Book 8This is a featured page

In Kim Stanley Robinsons “The Years of Rice and Salt” book eight, “War of The Asuras” was about a war going on in Asia in which various groups desired power. Throughout the war there were three soldiers in which narrated the struggle of the war and how it devastated humankind. Parallel to the war which is the main idea in the book was a religious conflict which involved the main characters Bai, Iwa, and Kuo. All three soldiers are friends whom have endured the long war together. Kuo acts as the leader of three being the most intelligent about war plans, and diversions because he listens to the wireless on a regular basis to keep up to date on what is going on in the war. Kuo dies which upsets the harmony of the group and deeply saddens Bai. Bai sees Kuo after he dies and Kou guides him along the way throughout the remainder of the war. Kuo introduces the notion of the war as being a phase in the bardo to Bai and that they are all dead in saying, “You need to see you’re in the bardo to be able to understand what’s happening to you. It’s the war in the bardo that matters, after all. The battle for our souls” (Robinson 563-564). At first Bai ponders the thought but dispels the notion after talking to Iwa about it. As the story unravels Bai begins to feel as though some of the war tasks that he is performing, has already done before; in this case he begins to remember parts of his previous life’s. Later on in the story Bai sees Kuo again at the scene of the destroyed the Bodhi Tree and Kuo suggests to Bai that:

“In any case we’re all in the bardo together now, and headed for the lower realms again, at best the realm of hum, but possibly spinning down the death spiral into the hell worlds always underfoot, we may have done it and are in the spin you can’t pull out of, humanity lost to us for a time even as a possibility, so much harm have we done.”


“But we failed! We killed reality itself, do you understand me!”

“So. Now we are in this lower realm. We must make do. Our dharma still commands action, even here. In the hope of small advances upward. Until reality itself be reestablished, by many millions of lives of effort. The whole world will have to be rebuilt. That’s where we are now,”… (Robinson 580).

From what Kuo says, Bai realizes that man will continue to kill man until there is none left; and then mankind will have to be restored again. Bai takes what he has learned from Kuo to carry out the rest of his life, to perform his dharma as the other soldiers do. In the end they all share their religion as their destiny as all the armies sit amongst one another in peace, saying the Buddhists prayers.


**WORK TO BE COMPLETED:** Restate the full listing word for word and leave the pictures out.

**INPUT DATA:**
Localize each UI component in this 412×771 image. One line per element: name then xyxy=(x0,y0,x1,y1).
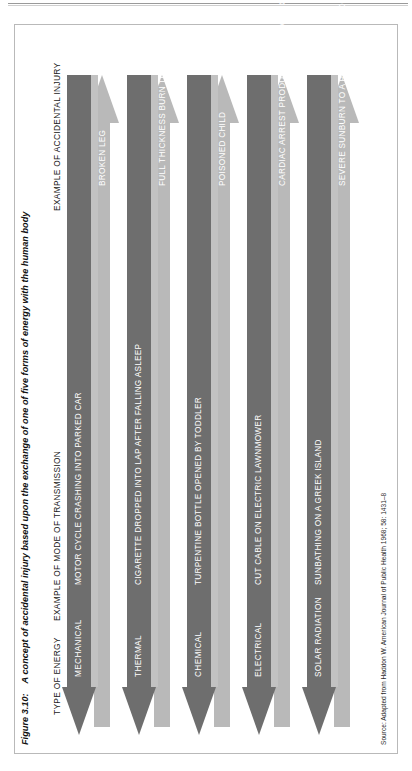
energy-type-label: THERMAL xyxy=(130,635,148,677)
energy-arrow-head xyxy=(302,687,336,735)
energy-arrow-head xyxy=(62,687,96,735)
energy-arrow: ELECTRICAL CUT CABLE ON ELECTRIC LAWNMOW… xyxy=(247,75,281,735)
figure-page: Figure 3.10:A concept of accidental inju… xyxy=(0,0,412,771)
energy-arrow-shadow xyxy=(331,75,338,687)
energy-arrow-shadow xyxy=(151,75,158,687)
energy-arrow-shadow xyxy=(271,75,278,687)
energy-arrow-shadow xyxy=(211,75,218,687)
energy-arrow-head xyxy=(182,687,216,735)
figure-caption: Figure 3.10:A concept of accidental inju… xyxy=(20,29,30,745)
energy-type-label: MECHANICAL xyxy=(70,619,88,677)
column-header-accidental-injury: EXAMPLE OF ACCIDENTAL INJURY xyxy=(52,62,62,210)
energy-type-label: SOLAR RADIATION xyxy=(310,596,328,676)
transmission-label: SUNBATHING ON A GREEK ISLAND xyxy=(310,439,328,585)
energy-arrow: CHEMICAL TURPENTINE BOTTLE OPENED BY TOD… xyxy=(187,75,221,735)
energy-arrow-shadow xyxy=(91,75,98,687)
figure-number: Figure 3.10: xyxy=(20,693,30,745)
transmission-label: CIGARETTE DROPPED INTO LAP AFTER FALLING… xyxy=(130,343,148,584)
energy-arrow-head xyxy=(122,687,156,735)
energy-arrow-shaft xyxy=(307,75,331,687)
figure-canvas: Figure 3.10:A concept of accidental inju… xyxy=(14,21,398,751)
column-header-type-of-energy: TYPE OF ENERGY xyxy=(52,637,62,715)
transmission-label: CUT CABLE ON ELECTRIC LAWNMOWER xyxy=(250,414,268,584)
column-header-mode-of-transmission: EXAMPLE OF MODE OF TRANSMISSION xyxy=(52,450,62,620)
energy-type-label: ELECTRICAL xyxy=(250,622,268,677)
energy-arrow: SOLAR RADIATION SUNBATHING ON A GREEK IS… xyxy=(307,75,341,735)
energy-arrow-shaft xyxy=(187,75,211,687)
energy-arrow: MECHANICAL MOTOR CYCLE CRASHING INTO PAR… xyxy=(67,75,101,735)
energy-arrow-shaft xyxy=(247,75,271,687)
transmission-label: MOTOR CYCLE CRASHING INTO PARKED CAR xyxy=(70,392,88,585)
energy-type-label: CHEMICAL xyxy=(190,631,208,677)
figure-source-note: Source: Adapted from Haddon W. American … xyxy=(380,492,387,744)
transmission-label: TURPENTINE BOTTLE OPENED BY TODDLER xyxy=(190,397,208,585)
energy-arrow-shaft xyxy=(67,75,91,687)
rotated-figure-wrapper: Figure 3.10:A concept of accidental inju… xyxy=(0,0,412,771)
energy-arrow-head xyxy=(242,687,276,735)
figure-caption-text: A concept of accidental injury based upo… xyxy=(20,211,30,683)
energy-arrow: THERMAL CIGARETTE DROPPED INTO LAP AFTER… xyxy=(127,75,161,735)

**ANSWER FOR THE TASK:**
Localize each UI component in this 412×771 image. One line per element: name then xyxy=(x0,y0,x1,y1).
energy-type-label: THERMAL xyxy=(130,635,148,677)
energy-arrow-head xyxy=(302,687,336,735)
energy-arrow-head xyxy=(62,687,96,735)
energy-arrow: ELECTRICAL CUT CABLE ON ELECTRIC LAWNMOW… xyxy=(247,75,281,735)
figure-page: Figure 3.10:A concept of accidental inju… xyxy=(0,0,412,771)
energy-arrow-shadow xyxy=(331,75,338,687)
energy-arrow-shadow xyxy=(151,75,158,687)
energy-arrow-shadow xyxy=(271,75,278,687)
energy-arrow-shadow xyxy=(211,75,218,687)
energy-arrow-head xyxy=(182,687,216,735)
figure-caption: Figure 3.10:A concept of accidental inju… xyxy=(20,29,30,745)
energy-type-label: MECHANICAL xyxy=(70,619,88,677)
column-header-accidental-injury: EXAMPLE OF ACCIDENTAL INJURY xyxy=(52,62,62,210)
energy-type-label: SOLAR RADIATION xyxy=(310,596,328,676)
transmission-label: SUNBATHING ON A GREEK ISLAND xyxy=(310,439,328,585)
energy-arrow: CHEMICAL TURPENTINE BOTTLE OPENED BY TOD… xyxy=(187,75,221,735)
energy-arrow-shadow xyxy=(91,75,98,687)
figure-number: Figure 3.10: xyxy=(20,693,30,745)
transmission-label: CIGARETTE DROPPED INTO LAP AFTER FALLING… xyxy=(130,343,148,584)
energy-arrow-head xyxy=(122,687,156,735)
energy-arrow-shaft xyxy=(307,75,331,687)
figure-canvas: Figure 3.10:A concept of accidental inju… xyxy=(14,21,398,751)
column-header-type-of-energy: TYPE OF ENERGY xyxy=(52,637,62,715)
transmission-label: CUT CABLE ON ELECTRIC LAWNMOWER xyxy=(250,414,268,584)
column-header-mode-of-transmission: EXAMPLE OF MODE OF TRANSMISSION xyxy=(52,450,62,620)
energy-type-label: ELECTRICAL xyxy=(250,622,268,677)
energy-arrow: SOLAR RADIATION SUNBATHING ON A GREEK IS… xyxy=(307,75,341,735)
energy-arrow-shaft xyxy=(187,75,211,687)
energy-arrow: MECHANICAL MOTOR CYCLE CRASHING INTO PAR… xyxy=(67,75,101,735)
energy-arrow-shaft xyxy=(247,75,271,687)
transmission-label: MOTOR CYCLE CRASHING INTO PARKED CAR xyxy=(70,392,88,585)
energy-type-label: CHEMICAL xyxy=(190,631,208,677)
figure-source-note: Source: Adapted from Haddon W. American … xyxy=(380,492,387,744)
transmission-label: TURPENTINE BOTTLE OPENED BY TODDLER xyxy=(190,397,208,585)
energy-arrow-shaft xyxy=(67,75,91,687)
rotated-figure-wrapper: Figure 3.10:A concept of accidental inju… xyxy=(0,0,412,771)
energy-arrow-head xyxy=(242,687,276,735)
figure-caption-text: A concept of accidental injury based upo… xyxy=(20,211,30,683)
energy-arrow: THERMAL CIGARETTE DROPPED INTO LAP AFTER… xyxy=(127,75,161,735)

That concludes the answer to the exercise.